Moreover, there are those Turkish journalists who can so grossly violate media ethics that it can sometimes be necessary to settle the dispute in court to prevent them from repeating their violation of the basic press rules of respecting the privacy and rights of others.
Among such journalists who violate media ethics is Ahmet Şık, who has nowadays emerged again, as if he is a hero of ethical journalism.
Şık is currently being tried on charges related to writing the book “The Imam's Army” on the life and work of respected Islamic cleric Fethullah Gülen and his movement, in a highly critical fashion.
The senior journalists who were detained on Dec. 14 are from pro-Gülen media outlets.
Şık, who served in prison before being released in 2013 pending trial, did not deserve the criminal procedure launched in 2011 over writing a book critical on any topic, which had not even been published at the time he was arrested. The draft book was later seized by the government and banned, claiming it was an "illegal organizational document" of the secret Ergenekon organization.
However, the same Ahmet Şık did, perhaps, deserve to face a legal procedure for grossly violating media ethics in the way he ran an interview that I gave him in 2007, soon after the murder of Turkish-Armenian journalist Hrant Dink.
I agreed to give Şık an interview when a professor friend of mine stood as a reference for him. Hence, trusting him, I talked to him openly but off the record, receiving a promise from him that he would show me the text before it was published. I asked to preview the copy because I had used some vulgar terms about gendarmerie and police personnel in reaction to pictures published in dailies of them posing with the would-be assailant of Dink, making victory signs.

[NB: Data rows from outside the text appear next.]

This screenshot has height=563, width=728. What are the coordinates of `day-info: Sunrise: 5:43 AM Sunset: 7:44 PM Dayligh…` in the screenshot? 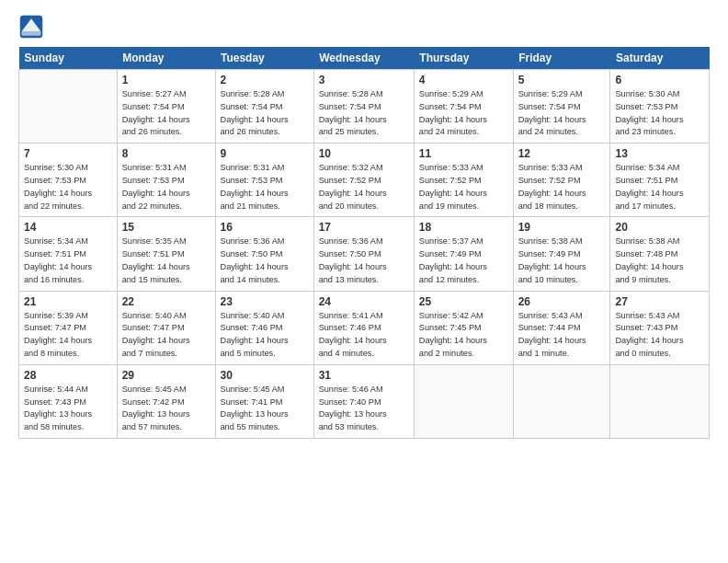 It's located at (563, 335).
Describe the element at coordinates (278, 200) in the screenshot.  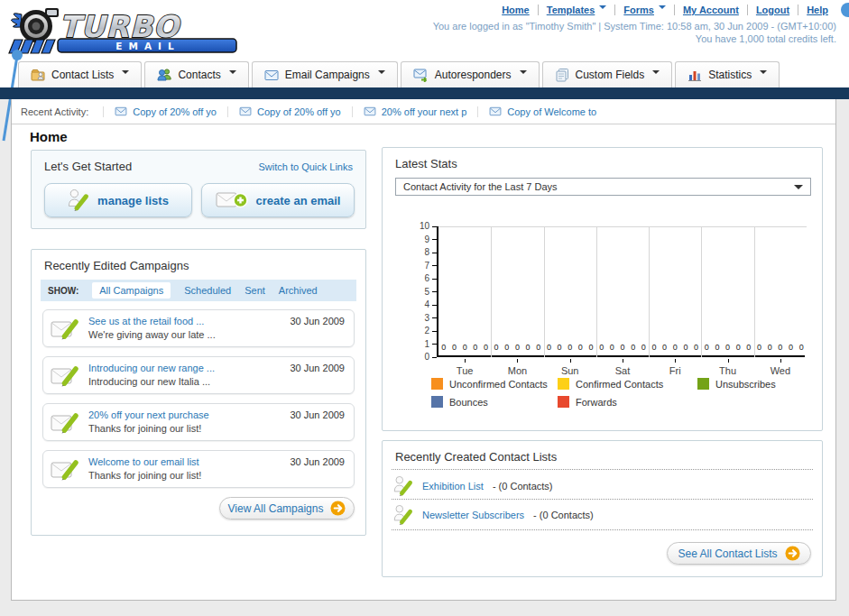
I see `create-email-button: create an email` at that location.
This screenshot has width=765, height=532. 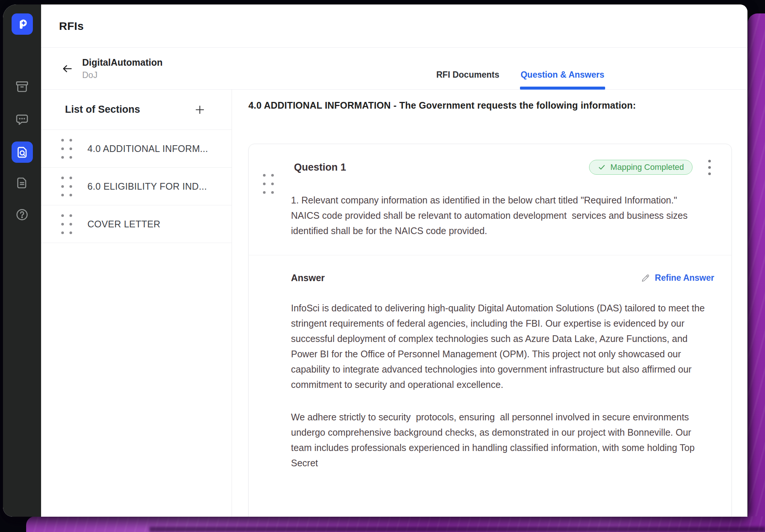 What do you see at coordinates (498, 216) in the screenshot?
I see `question-text: 1. Relevant company information as ident…` at bounding box center [498, 216].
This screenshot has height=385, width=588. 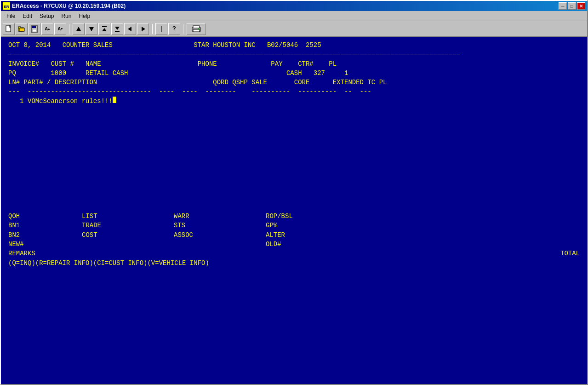 I want to click on footer-new-blank, so click(x=128, y=244).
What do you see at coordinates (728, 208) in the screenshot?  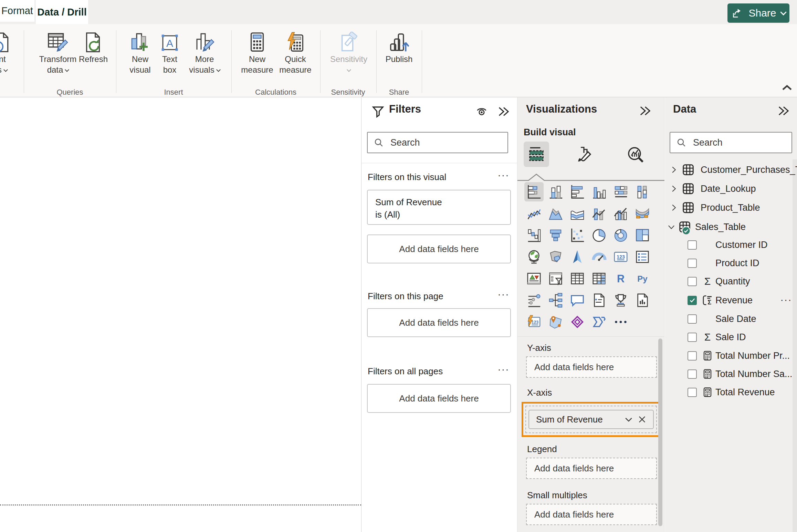 I see `table-row-product-table: Product_Table` at bounding box center [728, 208].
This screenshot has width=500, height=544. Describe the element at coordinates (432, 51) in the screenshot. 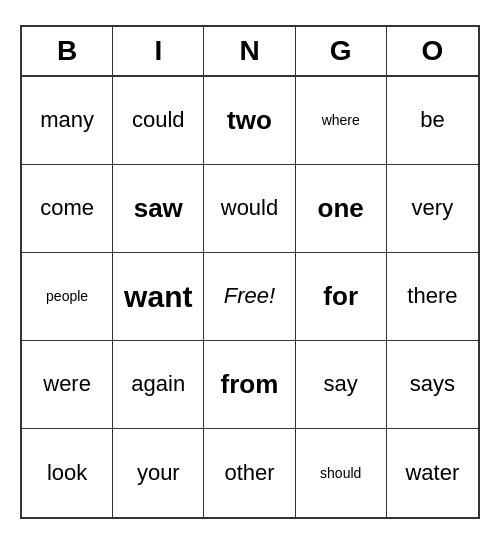

I see `header-letter-o: O` at that location.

In a democratic country, of course, these security officials should have stood trial, but they did not.
Nevertheless, Şık not only ran the interview in the draft form in the now-defunct Nokta magazine in 2007 without showing me the text of my interview beforehand, he also did not even bother to make grammatical corrections to the interview, an indication of his carelessness and indifference to media ethics.

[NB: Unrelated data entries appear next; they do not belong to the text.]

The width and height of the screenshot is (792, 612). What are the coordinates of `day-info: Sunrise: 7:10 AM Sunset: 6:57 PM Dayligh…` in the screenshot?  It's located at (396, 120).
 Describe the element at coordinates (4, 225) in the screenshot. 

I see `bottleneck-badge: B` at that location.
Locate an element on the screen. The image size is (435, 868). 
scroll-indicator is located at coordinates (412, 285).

Especially in a country like Turkey, where there exists the infamous Article 301 of the Turkish Penal Code (TCK), which makes it illegal to insult Turkey, the Turkish nation or Turkish government institutions, Şık should have acted more responsibly. Even if he did not show me the text, at least he should not have used some terminology in the interview that he should have known could constitute a crime under Turkish law.
I was on trial for around two-and-a-half years on charges of insulting Turkish institutions, i.e., the gendarmerie, under Article 301 before I was acquitted, just because Şık brutally betrayed his interviewee, i.e., me, by running the interview without me making the necessary corrections to it before it was published. Another journalist, Ruşen Çakır, wrote an article attacking me while defending Şık's unethical journalism.
I wanted to remind the readers about my horrible experience with Şık's unethical journalism because he has now been appearing on some TV programs giving lessons to the media, and in particular to the pro-Gülen media, accusing those journalists of being seriously immoral in their coverage of events and saying that they have to be willing to examine themselves critically.
I advise Şık that it would be better to keep quiet on the issue of morality and concentrate on his ongoing legal case, which is, in fact, a violation of media freedom.